ANYmal PD control test
ANYmal test is to test computational efficiency in solving articulated dynamics. In this test, a 18 DOF quadrupedal robot ANYmal is feedback-controlled to stand on a flat ground.
The test focuses on:
- Computational cost
- Scalability
Test scenario
- direct joint torque control based on PD position control scheme
- flat ground
- quadruped robot ANYmal
- maintain one contact per feet: controlled by ERP and parameter tuning
- tested with 1 x 1, 2 x 2, 3 x 3, 4 x 4, 5 x 5, 7 x 7, 10 x 10 and 15 x 15 number of ANYmals for scalability check
Tested solver list
- Rai
- Bisection solver (Rai solver)
- Bullet
- Sequential Impulse
- ODE
- Dantzig
LCP PGS[1]
- MuJoCo (no-slip enabled)[2]
- PGS
- CG
- Newton
- Dart
- Dantzig
- LCP PGS
Commentary
-
[1] ODE quick solver fails as shown in the following video, and was exempted. According to the manual this is due to the solver's property:
QuickStep is great for stacks of objects especially when the auto-disable feature is used as well. However, it has poor accuracy for near-singular systems. Near-singular systems can occur when using high-friction contacts, motors, or certain articulated structures. For example, a robot with multiple legs sitting on the ground may be near-singular.
from ODE wiki -
[2] MuJoCo no slip solver is a post-processing step that is prevent the slip caused by soft-constraint model. In the test without the noslip solver option, the robot flops into the ground in few seconds as the following video. Thus, in order to maintain 4 contact points between each robot and ground, we turned on the no slip solver option though it is computationally more expensive.
The main solver updates all unknowns. In contrast, the Noslip solver updates only the constraint forces in friction dimensions, and ignores constraint regularization. This has the effect of suppressing the drift or slip caused by the soft-constraint model. However, this cascade of optimization steps is no longer solving a well-defined optimization problem (or any other problem); instead it is just an adhoc mechanism. While it usually does its job, we have seen some instabilities in models with more complex interactions among multiple contacts.
from MuJoCo documentation
Results
The results of the test are as following figures:
The plot above indicates RaiSim is remarkably fast for articulated system simulation with contacts by virtue of its efficient multibody dynamics implementation.
MuJoCo relatively performs well for articulated system simulation compared to Bullet, Dart, and ODE. However, as we mentioned above, it has consistent slip without no-slip iteration.
ODE is significantly slower than other engines for this simulation since it uses the maximal coordinate representation for multibody systems which is considerably expensive.
Note that we failed to test more than 5 x 5 robots on Bullet since the PD controller failed to make the robot stands on the plane due to inaccurate contact impulse solution.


## [Task objective]
Every record is to be copied unchanged, except that its pictures are removed.

## [Stored data]
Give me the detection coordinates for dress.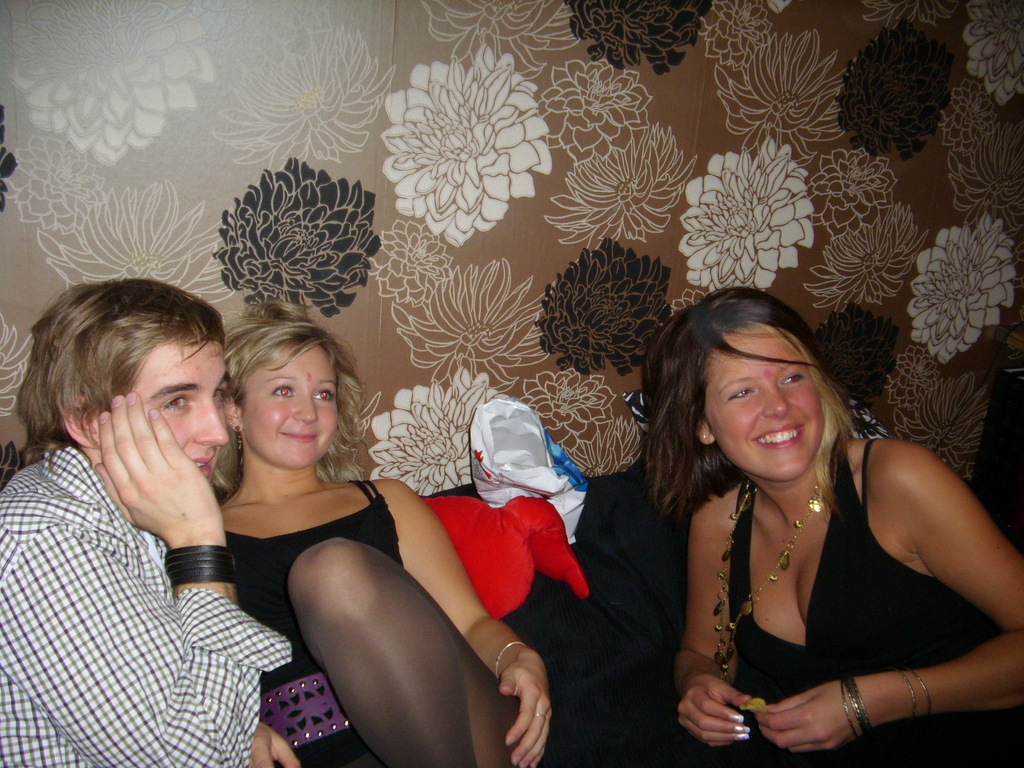
{"x1": 221, "y1": 477, "x2": 402, "y2": 766}.
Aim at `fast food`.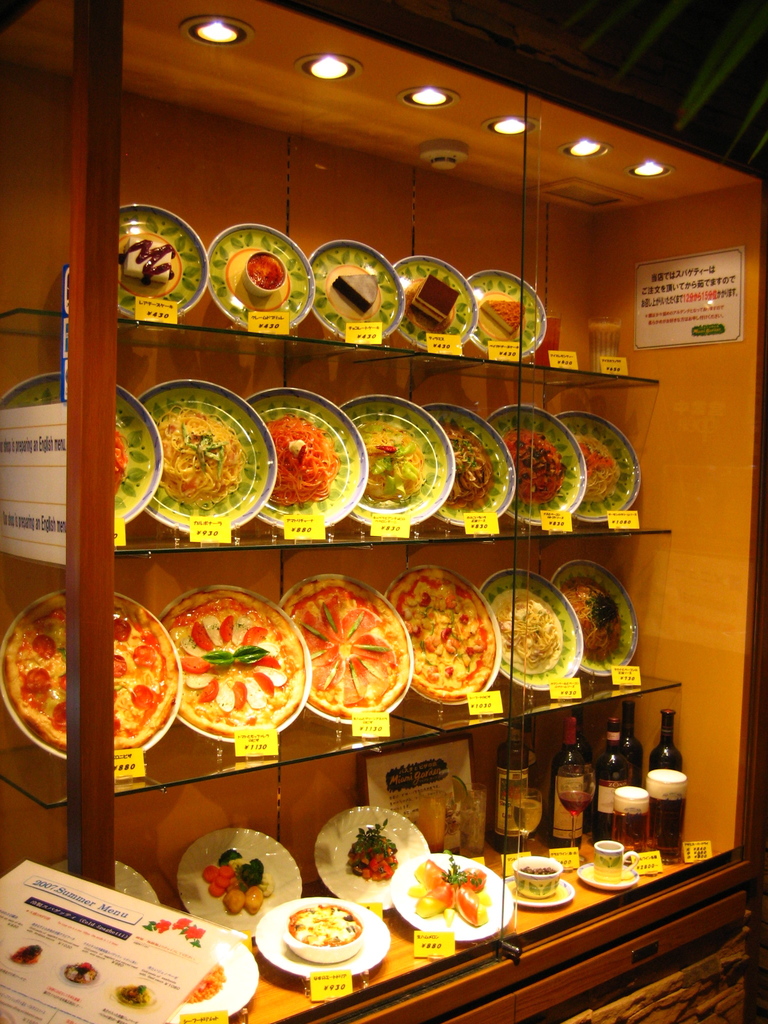
Aimed at l=120, t=234, r=171, b=288.
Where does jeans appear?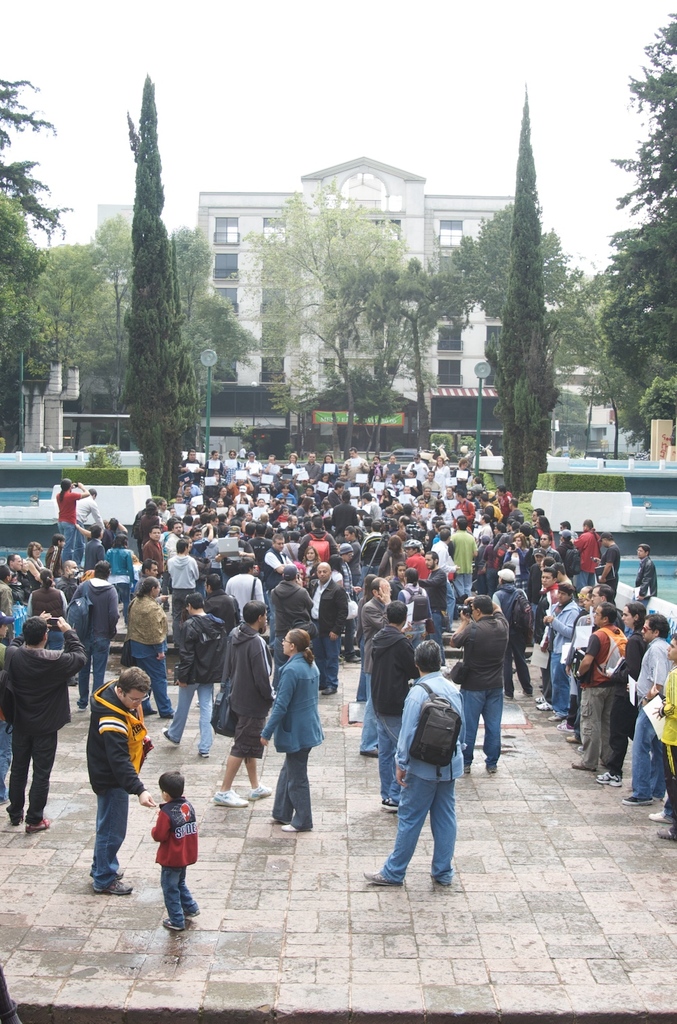
Appears at [x1=56, y1=521, x2=72, y2=559].
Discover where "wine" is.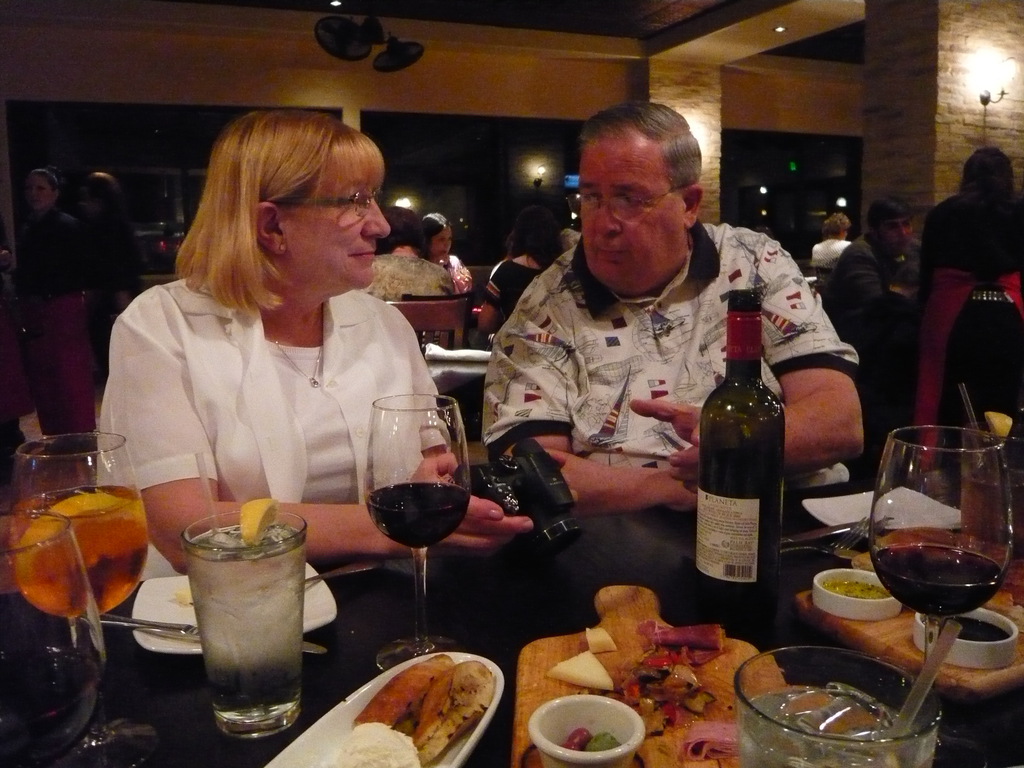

## [Problem solution]
Give me the detection coordinates for dress.
{"x1": 221, "y1": 477, "x2": 402, "y2": 766}.
Aim at `fast food`.
Aimed at l=120, t=234, r=171, b=288.
Where does jeans appear?
Appears at [x1=56, y1=521, x2=72, y2=559].
Discover where "wine" is.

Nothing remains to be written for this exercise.